If you wrote “cruise port” on one side of a card and “Philadelphia” on the other, most people would assume you were playing some kind of word association game. Yet from 2026 the city is genuinely back on the map as a departure point, with a new terminal development on the Delaware and Norwegian Cruise Line announcing round-trip sailings to Bermuda and Canada New England from the city.
The result is a very different kind of embarkation day. One moment you are trundling a suitcase past container stacks and rail lines, the next you are within walking distance of Independence Hall, the Liberty Bell and a frankly dangerous number of cheesesteak options. It is part city break, part cruise and part history lesson, which is not a bad combination for a week away.

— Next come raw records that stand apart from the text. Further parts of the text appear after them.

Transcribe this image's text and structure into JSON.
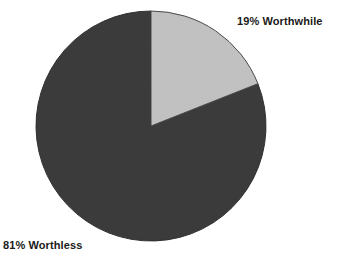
{
  "chart_data": {
    "type": "pie",
    "title": "",
    "subtitle": "",
    "xlabel": "",
    "ylabel": "",
    "grid": false,
    "legend_position": "none",
    "start_angle_deg": 0,
    "direction": "clockwise",
    "categories": [
      "Worthwhile",
      "Worthless"
    ],
    "values": [
      19,
      81
    ],
    "units": "percent",
    "labels": [
      "19% Worthwhile",
      "81% Worthless"
    ],
    "slices": [
      {
        "name": "Worthwhile",
        "value": 19,
        "label": "19% Worthwhile",
        "color": "#c3c3c3",
        "start_angle_deg": 0,
        "end_angle_deg": 68.4,
        "label_position": "top-right"
      },
      {
        "name": "Worthless",
        "value": 81,
        "label": "81% Worthless",
        "color": "#3c3c3c",
        "start_angle_deg": 68.4,
        "end_angle_deg": 360,
        "label_position": "bottom-left"
      }
    ],
    "geometry": {
      "center_x": 151,
      "center_y": 126,
      "radius": 115
    },
    "colors": {
      "background": "#ffffff",
      "outline": "#2b2b2b",
      "text": "#1a1a1a"
    }
  },
  "labels": {
    "worthwhile": "19% Worthwhile",
    "worthless": "81% Worthless"
  }
}
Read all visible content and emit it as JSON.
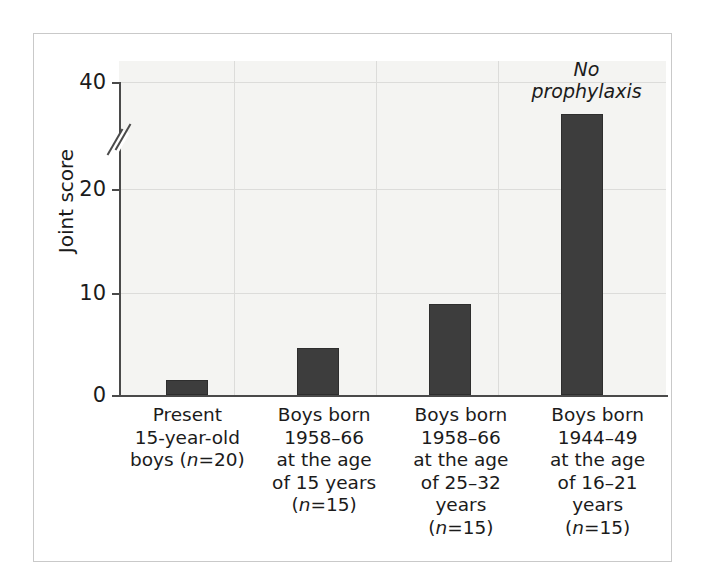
{
  "chart_data": {
    "type": "bar",
    "title": "",
    "subtitle": "",
    "xlabel": "",
    "ylabel": "Joint score",
    "ylim": [
      0,
      40
    ],
    "y_ticks": [
      0,
      10,
      20,
      40
    ],
    "y_axis_break": true,
    "y_axis_break_between": [
      20,
      40
    ],
    "grid": true,
    "grid_axes": "both",
    "legend": false,
    "bar_color": "#3d3d3d",
    "plot_background": "#f4f4f2",
    "categories": [
      "Present 15-year-old boys (n=20)",
      "Boys born 1958–66 at the age of 15 years (n=15)",
      "Boys born 1958–66 at the age of 25–32 years (n=15)",
      "Boys born 1944–49 at the age of 16–21 years (n=15)"
    ],
    "values": [
      1.5,
      4.6,
      8.8,
      34.0
    ],
    "annotations": [
      {
        "text": "No prophylaxis",
        "style": "italic",
        "attached_to_category_index": 3,
        "position": "above-bar"
      }
    ]
  },
  "axis": {
    "y_title": "Joint score",
    "y_ticks": [
      {
        "value": 40,
        "label": "40"
      },
      {
        "value": 20,
        "label": "20"
      },
      {
        "value": 10,
        "label": "10"
      },
      {
        "value": 0,
        "label": "0"
      }
    ]
  },
  "annotation": {
    "no_prophylaxis_line1": "No",
    "no_prophylaxis_line2": "prophylaxis"
  },
  "x_labels": [
    {
      "lines": [
        {
          "pre": "Present",
          "ital": "",
          "post": ""
        },
        {
          "pre": "15-year-old",
          "ital": "",
          "post": ""
        },
        {
          "pre": "boys (",
          "ital": "n",
          "post": "=20)"
        }
      ]
    },
    {
      "lines": [
        {
          "pre": "Boys born",
          "ital": "",
          "post": ""
        },
        {
          "pre": "1958–66",
          "ital": "",
          "post": ""
        },
        {
          "pre": "at the age",
          "ital": "",
          "post": ""
        },
        {
          "pre": "of 15 years",
          "ital": "",
          "post": ""
        },
        {
          "pre": "(",
          "ital": "n",
          "post": "=15)"
        }
      ]
    },
    {
      "lines": [
        {
          "pre": "Boys born",
          "ital": "",
          "post": ""
        },
        {
          "pre": "1958–66",
          "ital": "",
          "post": ""
        },
        {
          "pre": "at the age",
          "ital": "",
          "post": ""
        },
        {
          "pre": "of 25–32",
          "ital": "",
          "post": ""
        },
        {
          "pre": "years",
          "ital": "",
          "post": ""
        },
        {
          "pre": "(",
          "ital": "n",
          "post": "=15)"
        }
      ]
    },
    {
      "lines": [
        {
          "pre": "Boys born",
          "ital": "",
          "post": ""
        },
        {
          "pre": "1944–49",
          "ital": "",
          "post": ""
        },
        {
          "pre": "at the age",
          "ital": "",
          "post": ""
        },
        {
          "pre": "of 16–21",
          "ital": "",
          "post": ""
        },
        {
          "pre": "years",
          "ital": "",
          "post": ""
        },
        {
          "pre": "(",
          "ital": "n",
          "post": "=15)"
        }
      ]
    }
  ],
  "geometry": {
    "baseline_y": 361,
    "tick_y": {
      "t0": 361,
      "t10": 259,
      "t20": 155,
      "t40": 48
    },
    "plot_left": 85,
    "plot_width": 547,
    "bar_width": 42,
    "bar_centers": [
      68,
      199,
      331,
      463
    ]
  }
}
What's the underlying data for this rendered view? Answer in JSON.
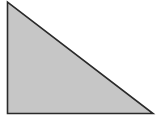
{
  "diagram": {
    "type": "right-triangle",
    "fill_color": "#c6c6c6",
    "stroke_color": "#2a2a2a",
    "background": "#ffffff",
    "vertices": {
      "top": [
        7.5,
        2
      ],
      "bottom_left": [
        7.5,
        113.5
      ],
      "bottom_right": [
        153,
        113.5
      ]
    }
  }
}
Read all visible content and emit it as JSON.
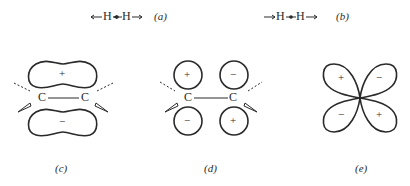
{
  "panels": {
    "a": {
      "label": "a",
      "left_arrow": "←",
      "atom1": "H",
      "dot_arrow": "◂•",
      "atom2": "H",
      "right_arrow": "→"
    },
    "b": {
      "label": "b",
      "left_arrow": "→",
      "atom1": "H",
      "dot_arrow": "•",
      "atom2": "H",
      "right_arrow": "→"
    },
    "c": {
      "label": "c",
      "atom_left": "C",
      "atom_right": "C",
      "lobe_top_sign": "+",
      "lobe_bottom_sign": "−"
    },
    "d": {
      "label": "d",
      "atom_left": "C",
      "atom_right": "C",
      "top_left_sign": "+",
      "top_right_sign": "−",
      "bottom_left_sign": "−",
      "bottom_right_sign": "+"
    },
    "e": {
      "label": "e",
      "top_left_sign": "+",
      "top_right_sign": "−",
      "bottom_left_sign": "−",
      "bottom_right_sign": "+"
    }
  },
  "colors": {
    "ink": "#2a2a2a",
    "background": "#ffffff"
  }
}
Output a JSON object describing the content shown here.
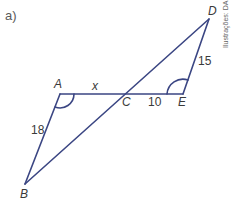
{
  "item_label": "a)",
  "credit": "Ilustrações: DAE",
  "colors": {
    "line": "#3b4683",
    "text": "#3a3a3a",
    "label_part": "#4d9a4d"
  },
  "points": {
    "A": {
      "label": "A",
      "x": 60,
      "y": 94
    },
    "C": {
      "label": "C",
      "x": 127,
      "y": 94
    },
    "E": {
      "label": "E",
      "x": 183,
      "y": 94
    },
    "D": {
      "label": "D",
      "x": 209,
      "y": 19
    },
    "B": {
      "label": "B",
      "x": 25,
      "y": 184
    }
  },
  "segments": {
    "AC": "x",
    "CE": "10",
    "DE": "15",
    "AB": "18"
  }
}
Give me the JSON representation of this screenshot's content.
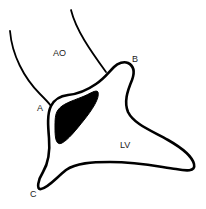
{
  "diagram": {
    "type": "anatomical line drawing",
    "labels": {
      "aorta": "AO",
      "point_a": "A",
      "point_b": "B",
      "point_c": "C",
      "left_ventricle": "LV"
    },
    "colors": {
      "stroke": "#000000",
      "fill_region": "#000000",
      "background": "#ffffff",
      "label_text": "#222222"
    }
  }
}
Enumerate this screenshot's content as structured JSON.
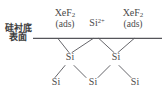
{
  "figure": {
    "background_color": "#ffffff",
    "line_color": "#55555a",
    "text_color": "#4a4a4a"
  },
  "substrate": {
    "caption_line1": "硅衬底",
    "caption_line2": "表面"
  },
  "adsorbates": [
    {
      "id": "xef2-left",
      "formula_main": "XeF",
      "formula_sub": "2",
      "state": "(ads)"
    },
    {
      "id": "xef2-right",
      "formula_main": "XeF",
      "formula_sub": "2",
      "state": "(ads)"
    }
  ],
  "ion": {
    "symbol": "Si",
    "charge": "2+"
  },
  "lattice": {
    "middle_row": [
      {
        "id": "atom-mid-left",
        "symbol": "Si"
      },
      {
        "id": "atom-mid-right",
        "symbol": "Si"
      }
    ],
    "bottom_row": [
      {
        "id": "atom-bot-left",
        "symbol": "Si"
      },
      {
        "id": "atom-bot-center",
        "symbol": "Si"
      },
      {
        "id": "atom-bot-right",
        "symbol": "Si"
      }
    ]
  },
  "surface_line": {
    "label": "substrate-surface-line",
    "x1": 33,
    "y1": 38,
    "x2": 162,
    "y2": 38
  },
  "bonds": [
    {
      "name": "bond-surface-left-to-mid-left",
      "x1": 58,
      "y1": 38,
      "x2": 69,
      "y2": 53
    },
    {
      "name": "bond-surface-center-to-mid-left",
      "x1": 93,
      "y1": 38,
      "x2": 71,
      "y2": 53
    },
    {
      "name": "bond-surface-center-to-mid-right",
      "x1": 98,
      "y1": 38,
      "x2": 114,
      "y2": 53
    },
    {
      "name": "bond-surface-right-to-mid-right",
      "x1": 133,
      "y1": 38,
      "x2": 117,
      "y2": 53
    },
    {
      "name": "bond-mid-left-to-bot-left",
      "x1": 66,
      "y1": 65,
      "x2": 55,
      "y2": 78
    },
    {
      "name": "bond-mid-left-to-bot-center",
      "x1": 73,
      "y1": 65,
      "x2": 88,
      "y2": 78
    },
    {
      "name": "bond-mid-right-to-bot-center",
      "x1": 111,
      "y1": 65,
      "x2": 96,
      "y2": 78
    },
    {
      "name": "bond-mid-right-to-bot-right",
      "x1": 118,
      "y1": 65,
      "x2": 132,
      "y2": 78
    }
  ]
}
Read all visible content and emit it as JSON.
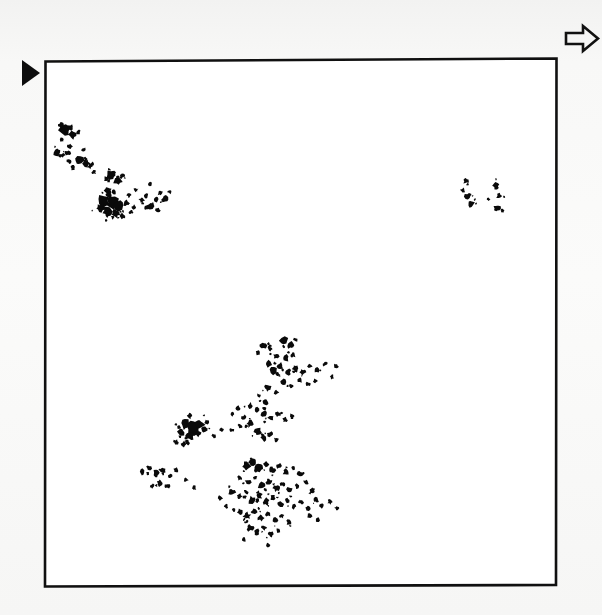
{
  "figure": {
    "background_color": "#f7f7f6",
    "ink_color": "#0a0a0a",
    "frame_fill": "#ffffff",
    "frame_stroke": "#101010",
    "caption": "",
    "title": ""
  },
  "markers": {
    "left_marker": {
      "name": "solid-right-triangle-marker",
      "shape": "filled-triangle-right",
      "x": 22,
      "y": 60,
      "width": 18,
      "height": 26,
      "color": "#0d0d0d"
    },
    "top_right_marker": {
      "name": "hollow-block-arrow-marker",
      "shape": "outlined-block-arrow-right",
      "x": 565,
      "y": 26,
      "width": 33,
      "height": 25,
      "color": "#111111"
    }
  },
  "plot_frame": {
    "left": 45,
    "top": 59,
    "right": 556,
    "bottom": 586,
    "skew_note": "scanned page, borders slightly rotated",
    "corners": [
      [
        45.5,
        61.5
      ],
      [
        556.5,
        58.5
      ],
      [
        556.0,
        585.0
      ],
      [
        45.0,
        586.5
      ]
    ]
  },
  "chart_data": {
    "type": "scatter",
    "title": "",
    "xlabel": "",
    "ylabel": "",
    "xlim": [
      45,
      556
    ],
    "ylim": [
      59,
      586
    ],
    "grid": false,
    "legend": null,
    "tick_labels": {
      "x": [],
      "y": []
    },
    "annotations": [],
    "clusters": [
      {
        "name": "upper-left-cluster",
        "centroid": [
          108,
          185
        ],
        "extent": [
          48,
          125,
          180,
          245
        ],
        "point_count": 41
      },
      {
        "name": "upper-right-cluster",
        "centroid": [
          484,
          198
        ],
        "extent": [
          459,
          176,
          505,
          222
        ],
        "point_count": 7
      },
      {
        "name": "lower-center-cluster",
        "centroid": [
          245,
          450
        ],
        "extent": [
          133,
          336,
          345,
          553
        ],
        "point_count": 96
      }
    ],
    "series": [
      {
        "name": "upper-left-cluster",
        "color": "#0a0a0a",
        "points": [
          [
            65,
            131,
            5.0
          ],
          [
            72,
            135,
            3.6
          ],
          [
            78,
            132,
            2.2
          ],
          [
            62,
            140,
            2.0
          ],
          [
            70,
            146,
            2.4
          ],
          [
            57,
            152,
            3.4
          ],
          [
            63,
            155,
            2.0
          ],
          [
            68,
            153,
            2.6
          ],
          [
            84,
            150,
            2.0
          ],
          [
            79,
            160,
            4.2
          ],
          [
            86,
            163,
            3.4
          ],
          [
            90,
            166,
            2.4
          ],
          [
            73,
            168,
            2.2
          ],
          [
            94,
            172,
            2.0
          ],
          [
            106,
            179,
            2.2
          ],
          [
            112,
            175,
            4.6
          ],
          [
            118,
            181,
            4.0
          ],
          [
            122,
            176,
            2.6
          ],
          [
            108,
            190,
            3.2
          ],
          [
            114,
            192,
            2.0
          ],
          [
            104,
            200,
            5.4
          ],
          [
            112,
            203,
            5.8
          ],
          [
            119,
            206,
            4.4
          ],
          [
            126,
            203,
            3.0
          ],
          [
            100,
            208,
            3.6
          ],
          [
            108,
            212,
            4.2
          ],
          [
            116,
            214,
            3.4
          ],
          [
            123,
            216,
            2.6
          ],
          [
            131,
            212,
            2.2
          ],
          [
            134,
            207,
            2.0
          ],
          [
            129,
            195,
            2.4
          ],
          [
            136,
            190,
            2.0
          ],
          [
            142,
            200,
            2.6
          ],
          [
            146,
            196,
            2.2
          ],
          [
            150,
            206,
            3.2
          ],
          [
            156,
            200,
            2.6
          ],
          [
            160,
            193,
            2.4
          ],
          [
            165,
            199,
            3.0
          ],
          [
            170,
            192,
            2.0
          ],
          [
            158,
            210,
            2.2
          ],
          [
            150,
            184,
            2.0
          ]
        ]
      },
      {
        "name": "upper-right-cluster",
        "color": "#0a0a0a",
        "points": [
          [
            466,
            181,
            2.6
          ],
          [
            463,
            190,
            2.2
          ],
          [
            468,
            196,
            3.0
          ],
          [
            471,
            204,
            3.4
          ],
          [
            488,
            199,
            1.8
          ],
          [
            496,
            186,
            3.0
          ],
          [
            499,
            196,
            2.6
          ],
          [
            497,
            208,
            3.2
          ]
        ]
      },
      {
        "name": "lower-center-cluster",
        "color": "#0a0a0a",
        "points": [
          [
            263,
            345,
            3.4
          ],
          [
            270,
            349,
            2.4
          ],
          [
            258,
            353,
            2.2
          ],
          [
            284,
            341,
            3.6
          ],
          [
            291,
            345,
            3.0
          ],
          [
            296,
            340,
            2.2
          ],
          [
            276,
            356,
            2.6
          ],
          [
            286,
            358,
            3.2
          ],
          [
            293,
            355,
            2.4
          ],
          [
            268,
            364,
            3.0
          ],
          [
            274,
            370,
            4.2
          ],
          [
            280,
            366,
            3.0
          ],
          [
            288,
            372,
            3.4
          ],
          [
            296,
            368,
            2.8
          ],
          [
            303,
            372,
            3.0
          ],
          [
            310,
            366,
            2.4
          ],
          [
            317,
            370,
            2.6
          ],
          [
            325,
            364,
            2.2
          ],
          [
            336,
            366,
            2.0
          ],
          [
            332,
            377,
            2.0
          ],
          [
            300,
            380,
            2.4
          ],
          [
            308,
            384,
            2.0
          ],
          [
            315,
            381,
            2.2
          ],
          [
            283,
            382,
            2.6
          ],
          [
            291,
            386,
            2.0
          ],
          [
            268,
            388,
            3.0
          ],
          [
            276,
            392,
            2.4
          ],
          [
            259,
            396,
            2.2
          ],
          [
            266,
            402,
            2.6
          ],
          [
            250,
            406,
            3.0
          ],
          [
            257,
            410,
            2.4
          ],
          [
            264,
            414,
            3.6
          ],
          [
            271,
            418,
            3.0
          ],
          [
            278,
            414,
            2.6
          ],
          [
            285,
            420,
            2.4
          ],
          [
            292,
            416,
            2.2
          ],
          [
            244,
            418,
            2.6
          ],
          [
            250,
            424,
            3.2
          ],
          [
            232,
            414,
            2.0
          ],
          [
            238,
            408,
            2.2
          ],
          [
            186,
            424,
            5.0
          ],
          [
            193,
            428,
            5.6
          ],
          [
            200,
            424,
            4.2
          ],
          [
            181,
            432,
            3.6
          ],
          [
            190,
            436,
            4.0
          ],
          [
            198,
            434,
            3.0
          ],
          [
            205,
            430,
            2.6
          ],
          [
            207,
            422,
            2.2
          ],
          [
            214,
            436,
            2.0
          ],
          [
            222,
            430,
            2.2
          ],
          [
            232,
            430,
            2.0
          ],
          [
            240,
            426,
            2.2
          ],
          [
            176,
            442,
            2.4
          ],
          [
            184,
            444,
            2.6
          ],
          [
            258,
            432,
            3.4
          ],
          [
            264,
            438,
            3.0
          ],
          [
            270,
            434,
            2.4
          ],
          [
            276,
            440,
            2.2
          ],
          [
            142,
            472,
            2.8
          ],
          [
            149,
            468,
            2.4
          ],
          [
            156,
            474,
            3.2
          ],
          [
            163,
            470,
            2.6
          ],
          [
            170,
            476,
            2.4
          ],
          [
            176,
            470,
            2.2
          ],
          [
            160,
            483,
            3.0
          ],
          [
            167,
            486,
            2.4
          ],
          [
            152,
            486,
            2.0
          ],
          [
            186,
            480,
            2.0
          ],
          [
            194,
            488,
            2.2
          ],
          [
            246,
            466,
            3.8
          ],
          [
            253,
            462,
            3.0
          ],
          [
            259,
            468,
            3.4
          ],
          [
            266,
            464,
            2.6
          ],
          [
            272,
            470,
            3.0
          ],
          [
            279,
            466,
            2.4
          ],
          [
            286,
            472,
            2.8
          ],
          [
            293,
            468,
            2.2
          ],
          [
            300,
            474,
            2.6
          ],
          [
            240,
            478,
            2.4
          ],
          [
            248,
            482,
            3.0
          ],
          [
            255,
            478,
            2.2
          ],
          [
            262,
            486,
            3.4
          ],
          [
            269,
            482,
            2.6
          ],
          [
            276,
            488,
            3.0
          ],
          [
            283,
            484,
            2.4
          ],
          [
            290,
            490,
            2.8
          ],
          [
            297,
            486,
            2.2
          ],
          [
            306,
            482,
            2.4
          ],
          [
            312,
            490,
            2.6
          ],
          [
            232,
            492,
            3.0
          ],
          [
            239,
            496,
            2.4
          ],
          [
            246,
            492,
            2.2
          ],
          [
            252,
            500,
            3.6
          ],
          [
            259,
            496,
            3.0
          ],
          [
            266,
            502,
            3.4
          ],
          [
            273,
            498,
            2.6
          ],
          [
            280,
            504,
            3.0
          ],
          [
            287,
            500,
            2.4
          ],
          [
            294,
            506,
            2.6
          ],
          [
            301,
            502,
            2.2
          ],
          [
            308,
            508,
            2.4
          ],
          [
            316,
            500,
            2.6
          ],
          [
            322,
            506,
            2.2
          ],
          [
            330,
            502,
            2.4
          ],
          [
            337,
            508,
            2.0
          ],
          [
            240,
            512,
            3.0
          ],
          [
            247,
            516,
            3.4
          ],
          [
            254,
            512,
            2.6
          ],
          [
            261,
            518,
            3.0
          ],
          [
            268,
            514,
            2.4
          ],
          [
            275,
            520,
            2.8
          ],
          [
            282,
            516,
            2.2
          ],
          [
            289,
            522,
            2.6
          ],
          [
            250,
            528,
            3.2
          ],
          [
            257,
            532,
            2.6
          ],
          [
            264,
            528,
            2.4
          ],
          [
            271,
            534,
            2.8
          ],
          [
            278,
            530,
            2.2
          ],
          [
            268,
            545,
            2.0
          ],
          [
            244,
            540,
            2.2
          ],
          [
            310,
            516,
            2.4
          ],
          [
            318,
            520,
            2.0
          ],
          [
            226,
            506,
            2.0
          ],
          [
            220,
            498,
            2.2
          ]
        ]
      }
    ]
  }
}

Beyond the fun of saying “I have been to Alpena” in polite company, there is a practical angle here. All of these ports are on sale now as part of 2026 deployment, often tucked into itineraries that otherwise look quite familiar. If you like the idea of stepping off into somewhere slightly unexpected, it is worth scanning the small print on route maps for names that do not normally get top billing.
It might be a capital of culture on the edge of the Arctic, a Great Lakes town with more shipwrecks than people on the pier, or a Spanish city marooned on the African coast. Either way, the joy of cruising has always been about the surprise when you step out on deck in the morning and see where you have woken up. In 2026, those surprises look particularly entertaining.